I don’t know if you have seen the previews for season three of the series the Chosen, but a poignant scene is in these previews. Jesus is confronted by a person with religious authority. The man says to Jesus: “If you do not renounce your words, we have no choice but to follow the Law of Moses.” Jesus looks at the man and says, “I am the law of Moses.” That Law is Jesus. Matthew has majestically used the words of Jesus to update the Law of Moses. He states in chapter 5:17-20 that his mission is to fulfill the Law. That is solid rock. Jesus is the rock on which we build our lives. If we put our faith, hope, and trust into anything but Jesus, we build a house on sand.

Are you putting your faith, hope, and trust into money, sex, and power? Are you are putting your faith in politics – looking for a doom and gloom future if the opposite party comes into power or a utopia if your team takes charge? Do you have a worldview that proclaims your morality makes you superior to others who hold and practice a different morality? Can any of that provide the transformative power of the presence of God? The answer is a firm “NO!” Listen to the quote by N.T. Wright:

“The real new Temple, the real house-on-the-rock, will consist of the community that builds its life upon Jesus’ words. All other attempts to create a new Israel, a new Temple (remember that Herod’s Temple was still being completed in Jesus’ lifetime), a pure or revolutionary community, would be like building a house on the sand. When the wind and storms came, it would fall with a great crash. Jesus was calling his hearers to take part in God’s new drama, the great play in which Israel would at last fulfill her ancient vocation to be the light of the world. This was to be the way of true love and justice through which Israel’s God would be revealed to the watching world.” Wright, N. T. The Challenge of Jesus (pp. 46-47). InterVarsity Press. Kindle Edition.

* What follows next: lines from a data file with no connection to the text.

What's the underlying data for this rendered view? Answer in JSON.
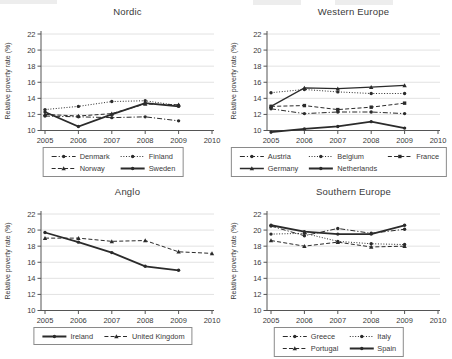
{
  "figure": {
    "ylabel": "Relative poverty rate (%)",
    "line_color": "#2b2b2b",
    "grid_color": "#e2e2e2",
    "axis_color": "#555555",
    "text_color": "#3a3a3a"
  },
  "chart_data": [
    {
      "type": "line",
      "title": "Nordic",
      "ylabel": "Relative poverty rate (%)",
      "x": [
        2005,
        2006,
        2007,
        2008,
        2009
      ],
      "xlim": [
        2005,
        2010
      ],
      "ylim": [
        10,
        22
      ],
      "ytick_step": 2,
      "xticks": [
        2005,
        2006,
        2007,
        2008,
        2009,
        2010
      ],
      "grid": "horizontal",
      "legend_position": "bottom",
      "legend_columns": 2,
      "series": [
        {
          "name": "Denmark",
          "values": [
            11.8,
            11.7,
            11.6,
            11.7,
            11.2
          ],
          "line_style": "dashdot",
          "marker": "circle",
          "width": 1
        },
        {
          "name": "Finland",
          "values": [
            12.6,
            13.0,
            13.6,
            13.7,
            13.1
          ],
          "line_style": "dotted",
          "marker": "circle",
          "width": 1
        },
        {
          "name": "Norway",
          "values": [
            12.0,
            11.8,
            12.1,
            13.3,
            13.2
          ],
          "line_style": "dashed",
          "marker": "triangle",
          "width": 1
        },
        {
          "name": "Sweden",
          "values": [
            12.3,
            10.5,
            12.0,
            13.4,
            13.0
          ],
          "line_style": "solid",
          "marker": "circle",
          "width": 1.8
        }
      ]
    },
    {
      "type": "line",
      "title": "Western Europe",
      "ylabel": "Relative poverty rate (%)",
      "x": [
        2005,
        2006,
        2007,
        2008,
        2009
      ],
      "xlim": [
        2005,
        2010
      ],
      "ylim": [
        10,
        22
      ],
      "ytick_step": 2,
      "xticks": [
        2005,
        2006,
        2007,
        2008,
        2009,
        2010
      ],
      "grid": "horizontal",
      "legend_position": "bottom",
      "legend_columns": 3,
      "series": [
        {
          "name": "Austria",
          "values": [
            12.7,
            12.1,
            12.3,
            12.3,
            12.1
          ],
          "line_style": "dashdot",
          "marker": "circle",
          "width": 1
        },
        {
          "name": "Belgium",
          "values": [
            14.7,
            15.1,
            14.8,
            14.6,
            14.6
          ],
          "line_style": "dotted",
          "marker": "circle",
          "width": 1
        },
        {
          "name": "France",
          "values": [
            13.0,
            13.1,
            12.6,
            12.9,
            13.4
          ],
          "line_style": "dashed",
          "marker": "square",
          "width": 1
        },
        {
          "name": "Germany",
          "values": [
            13.0,
            15.3,
            15.2,
            15.4,
            15.6
          ],
          "line_style": "solid",
          "marker": "triangle",
          "width": 1.3
        },
        {
          "name": "Netherlands",
          "values": [
            9.8,
            10.2,
            10.5,
            11.1,
            10.3
          ],
          "line_style": "solid",
          "marker": "circle",
          "width": 1.8
        }
      ]
    },
    {
      "type": "line",
      "title": "Anglo",
      "ylabel": "Relative poverty rate (%)",
      "x": [
        2005,
        2006,
        2007,
        2008,
        2009
      ],
      "xlim": [
        2005,
        2010
      ],
      "ylim": [
        10,
        22
      ],
      "ytick_step": 2,
      "xticks": [
        2005,
        2006,
        2007,
        2008,
        2009,
        2010
      ],
      "grid": "horizontal",
      "legend_position": "bottom",
      "legend_columns": 2,
      "series": [
        {
          "name": "Ireland",
          "values": [
            19.7,
            18.5,
            17.2,
            15.5,
            15.0
          ],
          "line_style": "solid",
          "marker": "circle",
          "width": 1.8
        },
        {
          "name": "United Kingdom",
          "x": [
            2005,
            2006,
            2007,
            2008,
            2009,
            2010
          ],
          "values": [
            19.0,
            19.0,
            18.6,
            18.7,
            17.3,
            17.1
          ],
          "line_style": "dashed",
          "marker": "triangle",
          "width": 1
        }
      ]
    },
    {
      "type": "line",
      "title": "Southern Europe",
      "ylabel": "Relative poverty rate (%)",
      "x": [
        2005,
        2006,
        2007,
        2008,
        2009
      ],
      "xlim": [
        2005,
        2010
      ],
      "ylim": [
        10,
        22
      ],
      "ytick_step": 2,
      "xticks": [
        2005,
        2006,
        2007,
        2008,
        2009,
        2010
      ],
      "grid": "horizontal",
      "legend_position": "bottom",
      "legend_columns": 2,
      "series": [
        {
          "name": "Greece",
          "values": [
            20.5,
            19.3,
            20.2,
            19.6,
            20.1
          ],
          "line_style": "dashdot",
          "marker": "circle",
          "width": 1
        },
        {
          "name": "Italy",
          "values": [
            19.5,
            19.6,
            18.6,
            18.3,
            18.2
          ],
          "line_style": "dotted",
          "marker": "circle",
          "width": 1
        },
        {
          "name": "Portugal",
          "values": [
            18.7,
            18.0,
            18.5,
            17.9,
            18.0
          ],
          "line_style": "dashed",
          "marker": "triangle",
          "width": 1
        },
        {
          "name": "Spain",
          "values": [
            20.6,
            19.8,
            19.5,
            19.5,
            20.6
          ],
          "line_style": "solid",
          "marker": "circle",
          "width": 1.8
        }
      ]
    }
  ]
}
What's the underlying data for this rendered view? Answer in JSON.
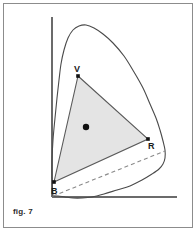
{
  "figure": {
    "caption": "fig. 7",
    "type": "chromaticity-diagram"
  },
  "colors": {
    "frame": "#8c8c8c",
    "axis": "#6b6b6b",
    "curve": "#4a4a4a",
    "triangle_stroke": "#5a5a5a",
    "triangle_fill": "#e4e4e4",
    "dashed_line": "#8a8a8a",
    "vertex_dot": "#111111",
    "label_text": "#1a1a1a"
  },
  "labels": {
    "vertex_v": "V",
    "vertex_r": "R",
    "vertex_b": "B"
  },
  "chart_data": {
    "type": "scatter",
    "title": "fig. 7",
    "xlabel": "",
    "ylabel": "",
    "grid": false,
    "legend": null,
    "axes": {
      "x_axis": {
        "from": [
          52,
          197
        ],
        "to": [
          177,
          197
        ]
      },
      "y_axis": {
        "from": [
          52,
          197
        ],
        "to": [
          52,
          17
        ]
      }
    },
    "spectral_locus": {
      "name": "spectral locus",
      "closed": false,
      "points": [
        [
          53,
          196
        ],
        [
          52,
          178
        ],
        [
          52,
          160
        ],
        [
          53,
          140
        ],
        [
          55,
          118
        ],
        [
          57,
          98
        ],
        [
          59,
          80
        ],
        [
          61,
          64
        ],
        [
          64,
          50
        ],
        [
          68,
          38
        ],
        [
          73,
          30
        ],
        [
          79,
          26
        ],
        [
          86,
          25
        ],
        [
          94,
          28
        ],
        [
          103,
          34
        ],
        [
          113,
          43
        ],
        [
          124,
          56
        ],
        [
          134,
          72
        ],
        [
          143,
          88
        ],
        [
          150,
          104
        ],
        [
          156,
          118
        ],
        [
          160,
          130
        ],
        [
          163,
          141
        ],
        [
          165,
          150
        ],
        [
          165,
          158
        ],
        [
          163,
          164
        ],
        [
          159,
          169
        ],
        [
          152,
          174
        ],
        [
          142,
          180
        ],
        [
          130,
          186
        ],
        [
          117,
          190
        ],
        [
          104,
          194
        ],
        [
          92,
          197
        ],
        [
          82,
          198
        ],
        [
          73,
          198
        ],
        [
          65,
          197
        ],
        [
          58,
          196
        ],
        [
          53,
          196
        ]
      ]
    },
    "purple_line": {
      "name": "line of purples",
      "style": "dashed",
      "from": [
        53,
        196
      ],
      "to": [
        165,
        151
      ]
    },
    "gamut_triangle": {
      "name": "display gamut",
      "fill": "#e4e4e4",
      "vertices": [
        {
          "id": "V",
          "label": "V",
          "x": 78,
          "y": 76
        },
        {
          "id": "R",
          "label": "R",
          "x": 148,
          "y": 139
        },
        {
          "id": "B",
          "label": "B",
          "x": 54,
          "y": 182
        }
      ]
    },
    "white_point": {
      "label": "",
      "x": 86,
      "y": 127,
      "radius": 3.2
    }
  }
}
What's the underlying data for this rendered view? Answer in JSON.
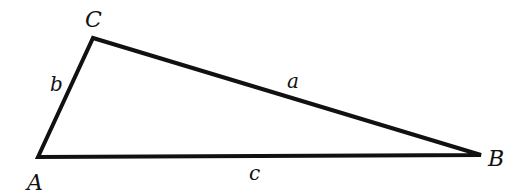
{
  "diagram": {
    "type": "triangle",
    "stroke_color": "#111111",
    "background": "#ffffff",
    "vertices": {
      "A": {
        "label": "A",
        "x": 38,
        "y": 157
      },
      "B": {
        "label": "B",
        "x": 481,
        "y": 155
      },
      "C": {
        "label": "C",
        "x": 93,
        "y": 38
      }
    },
    "sides": {
      "a": {
        "label": "a",
        "from": "C",
        "to": "B"
      },
      "b": {
        "label": "b",
        "from": "A",
        "to": "C"
      },
      "c": {
        "label": "c",
        "from": "A",
        "to": "B"
      }
    }
  }
}
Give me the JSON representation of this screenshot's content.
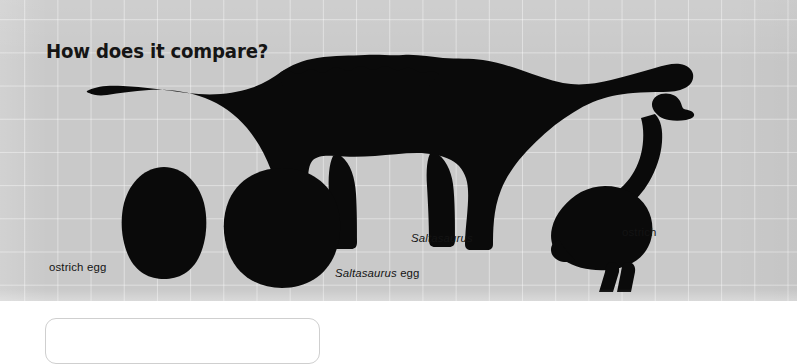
{
  "panel": {
    "title": "How does it compare?",
    "background_color": "#c9c9c9",
    "grid_line_color": "#d6d6d6",
    "silhouette_color": "#0a0a0a"
  },
  "figures": [
    {
      "id": "saltasaurus",
      "icon": "saltasaurus-silhouette",
      "label_plain": "",
      "label_scientific": "Saltasaurus",
      "label_suffix": ""
    },
    {
      "id": "ostrich",
      "icon": "ostrich-silhouette",
      "label_plain": "ostrich",
      "label_scientific": "",
      "label_suffix": ""
    },
    {
      "id": "ostrich-egg",
      "icon": "ostrich-egg-silhouette",
      "label_plain": "ostrich egg",
      "label_scientific": "",
      "label_suffix": ""
    },
    {
      "id": "saltasaurus-egg",
      "icon": "saltasaurus-egg-silhouette",
      "label_plain": "",
      "label_scientific": "Saltasaurus",
      "label_suffix": " egg"
    }
  ],
  "labels": {
    "ostrich_egg": "ostrich egg",
    "saltasaurus_egg_genus": "Saltasaurus",
    "saltasaurus_egg_suffix": " egg",
    "saltasaurus": "Saltasaurus",
    "ostrich": "ostrich"
  }
}
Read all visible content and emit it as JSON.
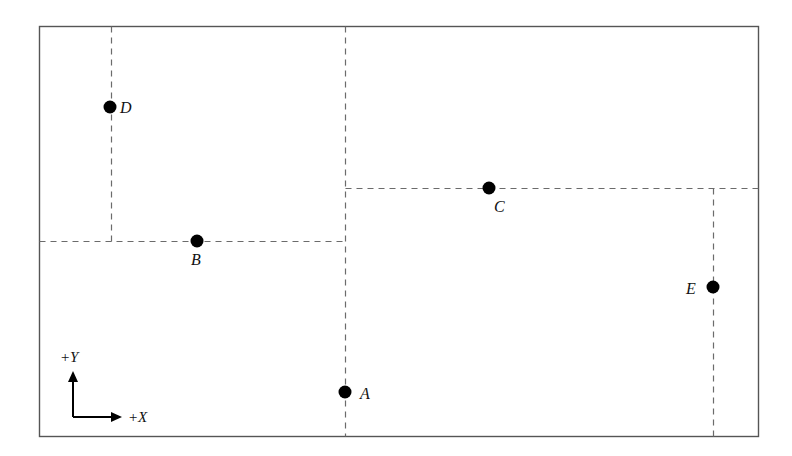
{
  "figure": {
    "background_color": "#ffffff",
    "frame": {
      "name": "plot-frame",
      "x": 39,
      "y": 26,
      "width": 719,
      "height": 410,
      "stroke_color": "#555555",
      "stroke_width": 1.4
    },
    "dash": {
      "color": "#6b6b6b",
      "width": 1.2,
      "pattern": "6,5"
    },
    "point_style": {
      "fill": "#000000",
      "radius": 6.5
    }
  },
  "axis_indicator": {
    "name": "axis-indicator",
    "origin_x": 73,
    "origin_y": 417,
    "y_arrow_tip_y": 371,
    "x_arrow_tip_x": 122,
    "stroke_color": "#000000",
    "stroke_width": 2,
    "y_label": "+Y",
    "y_label_x": 60,
    "y_label_y": 350,
    "x_label": "+X",
    "x_label_x": 128,
    "x_label_y": 410
  },
  "points": [
    {
      "id": "point-a",
      "label": "A",
      "x": 345,
      "y": 392,
      "label_x": 360,
      "label_y": 386
    },
    {
      "id": "point-b",
      "label": "B",
      "x": 197,
      "y": 241,
      "label_x": 191,
      "label_y": 252
    },
    {
      "id": "point-c",
      "label": "C",
      "x": 489,
      "y": 188,
      "label_x": 494,
      "label_y": 199
    },
    {
      "id": "point-d",
      "label": "D",
      "x": 110,
      "y": 107,
      "label_x": 120,
      "label_y": 100
    },
    {
      "id": "point-e",
      "label": "E",
      "x": 713,
      "y": 287,
      "label_x": 686,
      "label_y": 281
    }
  ],
  "dashed_lines": [
    {
      "id": "dashed-vertical-d",
      "orientation": "vertical",
      "x1": 111,
      "y1": 26,
      "x2": 111,
      "y2": 241
    },
    {
      "id": "dashed-horizontal-b",
      "orientation": "horizontal",
      "x1": 39,
      "y1": 241,
      "x2": 345,
      "y2": 241
    },
    {
      "id": "dashed-vertical-a",
      "orientation": "vertical",
      "x1": 345,
      "y1": 26,
      "x2": 345,
      "y2": 436
    },
    {
      "id": "dashed-horizontal-c",
      "orientation": "horizontal",
      "x1": 345,
      "y1": 188,
      "x2": 758,
      "y2": 188
    },
    {
      "id": "dashed-vertical-e",
      "orientation": "vertical",
      "x1": 713,
      "y1": 188,
      "x2": 713,
      "y2": 436
    }
  ],
  "chart_data": {
    "type": "scatter",
    "title": "",
    "xlabel": "+X",
    "ylabel": "+Y",
    "grid": false,
    "legend": null,
    "note": "Pixel coordinates measured from the top-left of the image; the drawing's own axes point right (+X) and up (+Y) from the lower-left indicator.",
    "series": [
      {
        "name": "labeled points",
        "points": [
          {
            "label": "A",
            "px": 345,
            "py": 392
          },
          {
            "label": "B",
            "px": 197,
            "py": 241
          },
          {
            "label": "C",
            "px": 489,
            "py": 188
          },
          {
            "label": "D",
            "px": 110,
            "py": 107
          },
          {
            "label": "E",
            "px": 713,
            "py": 287
          }
        ]
      }
    ],
    "annotations": [
      "dashed vertical through D down to B's horizontal",
      "dashed horizontal through B from left frame edge to A's vertical",
      "dashed vertical through A spanning full frame height",
      "dashed horizontal through C from A's vertical to right frame edge",
      "dashed vertical through E from C's horizontal down to bottom frame edge"
    ]
  }
}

Only through Jesus, only through his life, death, and resurrection, can we find the solid rock that transforms our hearts and fills us with the presence of God, the Holy Spirit. All other ground is sinking sand. If you have not given your life over to Jesus. If you answered yes to any of the previous questions, I invite you as we sing to pray and give your life to him and him only. Invite him to be the center and the rock of your life.